Known as much for its confusing, often oddball, syntax as for itsefficiency and speed, Perl has a mystique that very few languages canmatch. This first article in a new series gives novice and intermediateprogrammers an introduction to the basics of the language.
Perl is a very popular language for server-side scripting primarily because of its close relationship with the UNIX platform. Most Web servers run UNIX or one of its variants, and Perl is available on most or all of these systems. The language is so powerful that many routine administration tasks on such systems can be carried out in it, and its superior pattern-matching techniques come in very useful for scanning large amounts of data quickly.
Geeks will be happy to hear Perl is an interpreted language. Why is this good? Well, one advantage of an interpreted language is that it allows you to perform incremental, iterative development and testing without going through a create/modify-compile-test-debug cycle each time you change your code. This can speed the development cycle drastically. And programming in Perl is relatively easy [famous last words!], especially if you have experience in C or its clones. Perl can even access C libraries and take advantage of program code written for this language, and the language is renowned for the tremendous flexibility it allows programmers in accomplishing specific tasks.
And then of course, there's cost and availability - Perl is available free of charge on the Internet, for the UNIX, Windows and Macintosh platforms. Source code and pre-compiled binaries can be obtained from http://www.perl.com/, together with installation instructions. The examples in this series of tutorials will assume Perl 5.x on Linux, although you're free to use it on the platform of your choice.
If you're on a UNIX system, a quick way to check whether Perl is already present on the system is with the UNIX "which" command. Try typing this in your UNIX shell:
$ which perl
If Perl is available, the program should return the full path
to the Perl binary, usually
/usr/bin/perl
or
/usr/local/bin/perl
Or if you're really lazy, you could just ask your system
administrator.
On any other platform, try checking your PATH environment variable for a directory containing the Perl executable.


### About this task
The whole of the data must be transcribed exactly.

### Given records

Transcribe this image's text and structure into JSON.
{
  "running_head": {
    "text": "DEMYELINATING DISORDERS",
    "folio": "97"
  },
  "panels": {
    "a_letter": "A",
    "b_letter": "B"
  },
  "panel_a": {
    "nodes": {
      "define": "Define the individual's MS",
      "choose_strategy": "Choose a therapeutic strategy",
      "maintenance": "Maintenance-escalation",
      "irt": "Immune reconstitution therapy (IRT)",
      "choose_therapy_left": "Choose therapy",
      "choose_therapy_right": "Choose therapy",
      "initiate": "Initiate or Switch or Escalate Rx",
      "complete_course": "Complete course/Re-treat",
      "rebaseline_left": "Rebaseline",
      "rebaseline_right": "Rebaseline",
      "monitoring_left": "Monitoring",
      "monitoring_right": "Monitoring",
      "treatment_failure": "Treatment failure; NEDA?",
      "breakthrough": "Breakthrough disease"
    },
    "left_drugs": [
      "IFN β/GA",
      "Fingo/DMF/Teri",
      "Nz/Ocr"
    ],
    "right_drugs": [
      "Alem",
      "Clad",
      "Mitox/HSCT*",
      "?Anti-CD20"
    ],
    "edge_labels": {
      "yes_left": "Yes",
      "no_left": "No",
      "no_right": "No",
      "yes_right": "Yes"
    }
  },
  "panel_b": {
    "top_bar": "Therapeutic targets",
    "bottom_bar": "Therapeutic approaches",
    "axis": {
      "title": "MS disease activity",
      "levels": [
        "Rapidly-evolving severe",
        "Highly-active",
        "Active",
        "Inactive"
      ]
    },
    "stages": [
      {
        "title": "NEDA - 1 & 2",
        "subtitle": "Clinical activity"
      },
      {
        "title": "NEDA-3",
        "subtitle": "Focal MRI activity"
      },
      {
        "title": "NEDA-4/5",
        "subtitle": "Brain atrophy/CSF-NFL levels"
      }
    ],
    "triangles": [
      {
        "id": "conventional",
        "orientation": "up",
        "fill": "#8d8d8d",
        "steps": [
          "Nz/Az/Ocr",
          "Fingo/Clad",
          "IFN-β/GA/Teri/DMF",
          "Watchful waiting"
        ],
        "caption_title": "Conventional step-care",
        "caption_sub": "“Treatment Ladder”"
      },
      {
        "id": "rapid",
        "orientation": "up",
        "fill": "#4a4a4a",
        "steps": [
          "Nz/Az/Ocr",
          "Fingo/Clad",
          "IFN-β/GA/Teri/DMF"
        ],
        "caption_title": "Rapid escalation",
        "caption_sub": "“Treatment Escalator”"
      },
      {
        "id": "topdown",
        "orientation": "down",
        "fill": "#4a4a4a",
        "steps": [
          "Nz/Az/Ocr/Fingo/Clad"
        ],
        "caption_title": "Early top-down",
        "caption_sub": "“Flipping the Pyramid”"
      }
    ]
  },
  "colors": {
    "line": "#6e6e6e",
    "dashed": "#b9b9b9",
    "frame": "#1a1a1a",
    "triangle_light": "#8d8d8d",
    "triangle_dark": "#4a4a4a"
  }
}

### Problem solution
Transcribe this image's text and structure into JSON.
{
  "running_head": {
    "text": "DEMYELINATING DISORDERS",
    "folio": "97"
  },
  "panels": {
    "a_letter": "A",
    "b_letter": "B"
  },
  "panel_a": {
    "nodes": {
      "define": "Define the individual's MS",
      "choose_strategy": "Choose a therapeutic strategy",
      "maintenance": "Maintenance-escalation",
      "irt": "Immune reconstitution therapy (IRT)",
      "choose_therapy_left": "Choose therapy",
      "choose_therapy_right": "Choose therapy",
      "initiate": "Initiate or Switch or Escalate Rx",
      "complete_course": "Complete course/Re-treat",
      "rebaseline_left": "Rebaseline",
      "rebaseline_right": "Rebaseline",
      "monitoring_left": "Monitoring",
      "monitoring_right": "Monitoring",
      "treatment_failure": "Treatment failure; NEDA?",
      "breakthrough": "Breakthrough disease"
    },
    "left_drugs": [
      "IFN β/GA",
      "Fingo/DMF/Teri",
      "Nz/Ocr"
    ],
    "right_drugs": [
      "Alem",
      "Clad",
      "Mitox/HSCT*",
      "?Anti-CD20"
    ],
    "edge_labels": {
      "yes_left": "Yes",
      "no_left": "No",
      "no_right": "No",
      "yes_right": "Yes"
    }
  },
  "panel_b": {
    "top_bar": "Therapeutic targets",
    "bottom_bar": "Therapeutic approaches",
    "axis": {
      "title": "MS disease activity",
      "levels": [
        "Rapidly-evolving severe",
        "Highly-active",
        "Active",
        "Inactive"
      ]
    },
    "stages": [
      {
        "title": "NEDA - 1 & 2",
        "subtitle": "Clinical activity"
      },
      {
        "title": "NEDA-3",
        "subtitle": "Focal MRI activity"
      },
      {
        "title": "NEDA-4/5",
        "subtitle": "Brain atrophy/CSF-NFL levels"
      }
    ],
    "triangles": [
      {
        "id": "conventional",
        "orientation": "up",
        "fill": "#8d8d8d",
        "steps": [
          "Nz/Az/Ocr",
          "Fingo/Clad",
          "IFN-β/GA/Teri/DMF",
          "Watchful waiting"
        ],
        "caption_title": "Conventional step-care",
        "caption_sub": "“Treatment Ladder”"
      },
      {
        "id": "rapid",
        "orientation": "up",
        "fill": "#4a4a4a",
        "steps": [
          "Nz/Az/Ocr",
          "Fingo/Clad",
          "IFN-β/GA/Teri/DMF"
        ],
        "caption_title": "Rapid escalation",
        "caption_sub": "“Treatment Escalator”"
      },
      {
        "id": "topdown",
        "orientation": "down",
        "fill": "#4a4a4a",
        "steps": [
          "Nz/Az/Ocr/Fingo/Clad"
        ],
        "caption_title": "Early top-down",
        "caption_sub": "“Flipping the Pyramid”"
      }
    ]
  },
  "colors": {
    "line": "#6e6e6e",
    "dashed": "#b9b9b9",
    "frame": "#1a1a1a",
    "triangle_light": "#8d8d8d",
    "triangle_dark": "#4a4a4a"
  }
}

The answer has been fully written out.